2014-05-26

why are catalogs cut at 5 sigma or harder?

Many years ago I wrote a paper with Turner that is totally wrong in its language but not totally wrong in its gist; it argues that maximum-likelihood flux estimates for faint stars tend to be over-estimates, for the same reason that maximum-likelihood parallax-based distances tend to be under-estimates (look up Lutz-Kelker if you want to know more). My old paper uses terrible language to ask and answer the question. I won't even link to it, it is so embarrassing!
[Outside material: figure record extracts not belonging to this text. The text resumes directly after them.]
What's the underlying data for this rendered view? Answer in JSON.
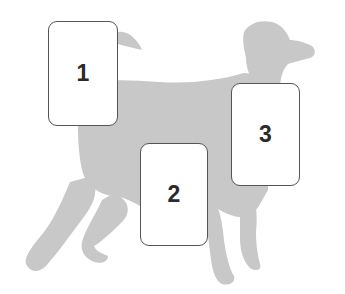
{
  "figure": {
    "silhouette_color": "#c8c8c8",
    "labels": [
      {
        "id": "1",
        "text": "1"
      },
      {
        "id": "2",
        "text": "2"
      },
      {
        "id": "3",
        "text": "3"
      }
    ]
  }
}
This weekend, Rix sent me a note on a substantially similar point. He asks (paraphrasing): When you detect a source at N sigma (in a likelihood sense), what are the posterior betting odds that you are qualitatively wrong about the existence, position, or flux of that source? The answer is a bit surprising: Even at four sigma, most sources have a large posterior probability of non-existence. The reason is partly that there are far more faint sources than bright, and also (in many cases) most of the sky is empty of (conceivably detectable) sources. So your priors are not uninformative on these points. We went back and forth today on language and explication. I am trying to argue that we should write an arXiv-only note about it all this summer.

1 comment:

  1. What you really want is a summary of the posterior distribution over catalogs because samples are usually going to be too big to handle. Something like the "expected true scene" map from our paper should suffice, and you could also make one that wasn't weighted by flux, so you could get the posterior expected number of objects in any aperture that you care about.